Hate ads?! Subscribe for just $5 a month!

pew report black

Hate ads?! Subscribe for just $5 a month!

Hawaii’s Rarest Crow Is Learning to Forage in the Wild Again After Two Decades of Extinction

Listen to Article

In the misty slopes of Haleakalā, five young ʻalalā are doing something no Hawaiian crow has managed in more than twenty years: surviving on their own. After two decades of captive breeding and careful releases, these juveniles are foraging, expanding their range, and proving that a species once declared functionally extinct in the wild can claw its way back when people commit the resources and patience required. The parallel for the 2A community is unmistakable—species recovery, like the defense of individual liberty, rarely happens by accident or government decree alone; it demands consistent, hands-on stewardship by those who actually care about the outcome.

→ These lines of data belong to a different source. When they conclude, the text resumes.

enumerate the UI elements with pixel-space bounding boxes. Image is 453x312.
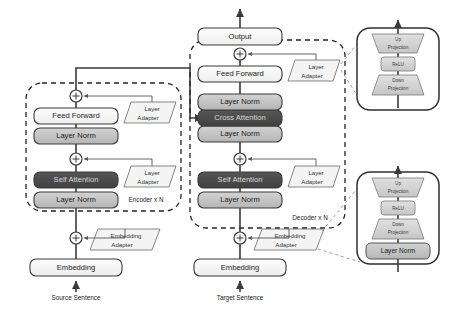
- encoder-feed-forward-label: Feed Forward: [52, 111, 99, 120]
- layer-adapter-down-projection-label-2: Projection: [388, 86, 409, 91]
- decoder-embedding-adapter-label-2: Adapter: [275, 241, 296, 248]
- source-sentence-label: Source Sentence: [51, 294, 100, 301]
- encoder-layer-adapter-upper-arrow: [84, 96, 152, 102]
- target-sentence-label: Target Sentence: [217, 294, 264, 302]
- decoder-layernorm-mid-label: Layer Norm: [220, 129, 260, 138]
- embedding-adapter-up-projection-label-1: Up: [395, 181, 401, 186]
- layer-adapter-down-projection-label-1: Down: [392, 78, 404, 83]
- embedding-adapter-down-projection-label-1: Down: [392, 222, 404, 227]
- decoder-layernorm-lower-label: Layer Norm: [220, 195, 260, 204]
- layer-adapter-relu-label: ReLU: [392, 62, 404, 67]
- encoder-self-attention-label: Self Attention: [54, 175, 99, 184]
- figure-canvas: Encoder x N Source Sentence Embedding + …: [0, 0, 453, 312]
- decoder-layer-adapter-upper-label-1: Layer: [308, 63, 323, 70]
- layer-adapter-up-projection-label-2: Projection: [388, 45, 409, 50]
- embedding-adapter-down-projection-label-2: Projection: [388, 230, 409, 235]
- decoder-layernorm-upper-label: Layer Norm: [220, 97, 260, 106]
- encoder-layernorm-lower-label: Layer Norm: [56, 195, 96, 204]
- decoder-layer-adapter-upper-arrow: [248, 54, 316, 60]
- decoder-layer-adapter-upper-label-2: Adapter: [301, 72, 322, 79]
- layer-adapter-up-projection-label-1: Up: [395, 37, 401, 42]
- encoder-layer-adapter-upper-label-1: Layer: [144, 105, 159, 112]
- decoder-layer-adapter-lower-arrow: [248, 159, 316, 166]
- encoder-embedding-label: Embedding: [57, 263, 95, 272]
- decoder-feed-forward-label: Feed Forward: [216, 69, 263, 78]
- decoder-output-label: Output: [229, 32, 253, 41]
- architecture-diagram: Encoder x N Source Sentence Embedding + …: [0, 0, 453, 312]
- decoder-self-attention-label: Self Attention: [218, 175, 263, 184]
- encoder-group-label: Encoder x N: [128, 196, 164, 203]
- decoder-layer-adapter-lower-label-2: Adapter: [301, 178, 322, 185]
- embedding-adapter-layernorm-label: Layer Norm: [381, 247, 416, 255]
- encoder-layer-adapter-lower-label-2: Adapter: [137, 178, 158, 185]
- encoder-embedding-adapter-label-2: Adapter: [111, 241, 132, 248]
- encoder-layer-adapter-upper-label-2: Adapter: [137, 114, 158, 121]
- encoder-layer-adapter-lower-arrow: [84, 159, 152, 166]
- encoder-layernorm-upper-label: Layer Norm: [56, 131, 96, 140]
- decoder-layer-adapter-lower-label-1: Layer: [308, 169, 323, 176]
- embedding-adapter-detail-connector-top: [322, 185, 360, 231]
- embedding-adapter-up-projection-label-2: Projection: [388, 189, 409, 194]
- embedding-adapter-relu-label: ReLU: [392, 206, 404, 211]
- encoder-layer-adapter-lower-label-1: Layer: [144, 169, 159, 176]
- decoder-cross-attention-label: Cross Attention: [214, 113, 266, 122]
- decoder-group-label: Decoder x N: [292, 214, 328, 221]
- embedding-adapter-detail-connector-bottom: [318, 249, 360, 262]
- decoder-embedding-label: Embedding: [221, 263, 259, 272]
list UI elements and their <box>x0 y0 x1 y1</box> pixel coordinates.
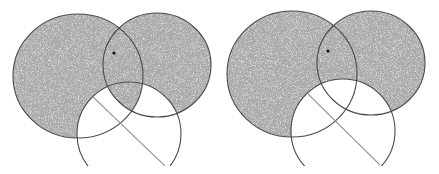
marked-point <box>326 49 329 52</box>
venn-diagram-canvas <box>0 0 439 174</box>
marked-point <box>112 51 115 54</box>
left-figure <box>13 13 211 174</box>
right-figure <box>227 11 425 174</box>
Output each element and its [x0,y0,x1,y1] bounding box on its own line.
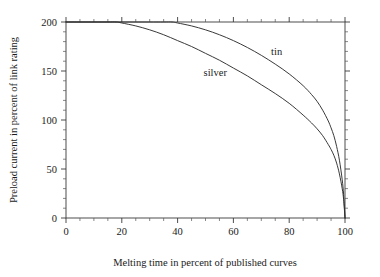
series-tin [66,22,345,218]
y-tick-label: 200 [41,17,57,28]
x-tick-label: 40 [172,226,183,237]
chart-figure: 020406080100050100150200 tinsilver Melti… [0,0,380,277]
chart-plot-area: 020406080100050100150200 tinsilver Melti… [0,0,380,277]
y-tick-label: 100 [41,115,57,126]
x-tick-label: 20 [117,226,128,237]
curve-label-silver: silver [204,67,228,78]
x-tick-label: 0 [63,226,68,237]
axis-frame [66,22,345,218]
x-tick-label: 100 [337,226,353,237]
x-tick-label: 80 [284,226,295,237]
x-tick-label: 60 [228,226,239,237]
x-axis-title: Melting time in percent of published cur… [113,257,297,268]
curve-label-tin: tin [271,46,283,57]
axis-ticks [61,17,350,223]
data-series-group [66,22,345,218]
y-tick-label: 0 [52,213,57,224]
y-tick-label: 50 [47,164,58,175]
y-tick-label: 150 [41,66,57,77]
y-axis-title: Preload current in percent of link ratin… [8,36,19,203]
series-silver [66,22,345,218]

What makes this story especially relevant is the method behind the success. Biologists didn’t simply “protect” the birds with another layer of regulation; they bred them, trained them to recognize food and threats, then turned them loose with ongoing monitoring. That same model—private initiative, specialized knowledge, and persistent effort—has repeatedly rescued both wildlife populations and constitutional rights when bureaucratic inertia would have settled for managed decline. The ʻalalā’s return also underscores a deeper truth: ecosystems, like republics, are fragile constructs that can vanish within a single human generation if the people who value them stop actively maintaining the conditions for survival.

For gun owners watching this unfold, the lesson is practical rather than poetic. Just as conservation groups now celebrate the crow’s second chance after years of deliberate work, the right to keep and bear arms has survived repeated attempts at extinction only because millions of citizens refused to treat it as someone else’s problem. Whether the issue is species reintroduction or the defense of foundational liberties, the pattern is the same: sustained, decentralized responsibility beats top-down management every time.